The division of red and blue states was not far behind. Next came rancor, resistance, little congressional cooperation, and a government run by corporate interests.
The people? The people were mired in ignorance, led there by bought and paid for leaders.
Under President Jeb Bush, the divisions grew deeper and more pronounced. A chasm developed in the country, fueled by politicians needing to be re-elected. Jeb promised he wouldn’t be a worse president than his brother, “W.” He was. Bush’s directives, cronyism and the reversal of President Obama’s course sent the country back to the fearful, duct tape, shop till you drop, Osama Bin Laden, be fearful of those different from you, the terrorists are coming to get you days. Jeb infuriated the liberals. But something new happened. The liberals fought back. No one had counted on that happening. The liberals had never fought back before. But, flushed from their safe havens of intellectualism, the once staid liberals did something beside talk. “An eye for an eye,” became their war cry.
President Duvall Patrick, after much deliberation and counsel with his War Chiefs, decided that short of war, there was only one way to settle things. Elections? They no longer mattered. In 2025, no one believed in or trusted elections anymore. Elections could be bought or decided by a Supreme Court ruling. The controversial Supreme Court Ruling of 2010 allowing an endless supply of cash to flow into elections meant not only that elections could be bought, but also recalls could reverse elections, as with the short lived tenure of President Hillary Clinton. Neither of the three political parties was able to get a sixty-vote majority in the Senate. Things ground to a halt in Washington D.C.
The settlement was the one thing the southern republicans, the tea party people, the young, the gay, the independents, the helpless, the rich and the liberals could agree on.
During his 2025 State of the Union address, President Patrick announced the plan for a World College Super Duper Bowl I. Every four years, beginning in 2025, the country’s political differences would be settled by a football game.
The nation celebrated.
. . . . .
The North called timeout. Yank quarterback, Abdul Lewis, “the traitor” as the Southerners called him, because of his Alabama heritage, jogged over to meet his coach, the legendary Paul D. Jones.
Southern linebacker Co-Captains, Leroy Gilliam, and Kassan Lewis, Abdul’s younger brother, jogged over to their equally legendary head coach, Jake Snead from Ole Miss.

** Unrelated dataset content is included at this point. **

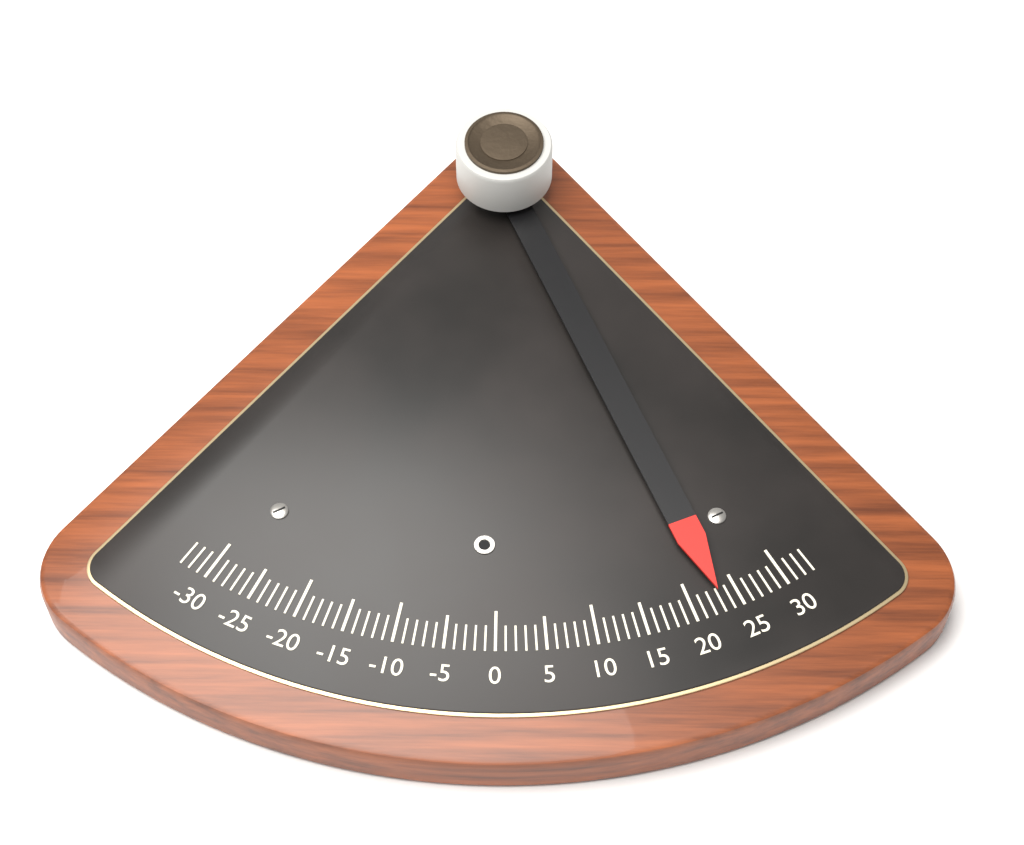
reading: 23 (no unit)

The bands on either side of the field broke into their respective fight songs. The Yank band played The Star Spangled Banner. The Reb band broke out a rousing version of Dixie. The 200,000 fans on both sides of the specially constructed stadium that sat geographically right in the middle of the country’s Mason–Dixon line, stood yelling and screaming, some with hands over their hearts, other drunk off their ass.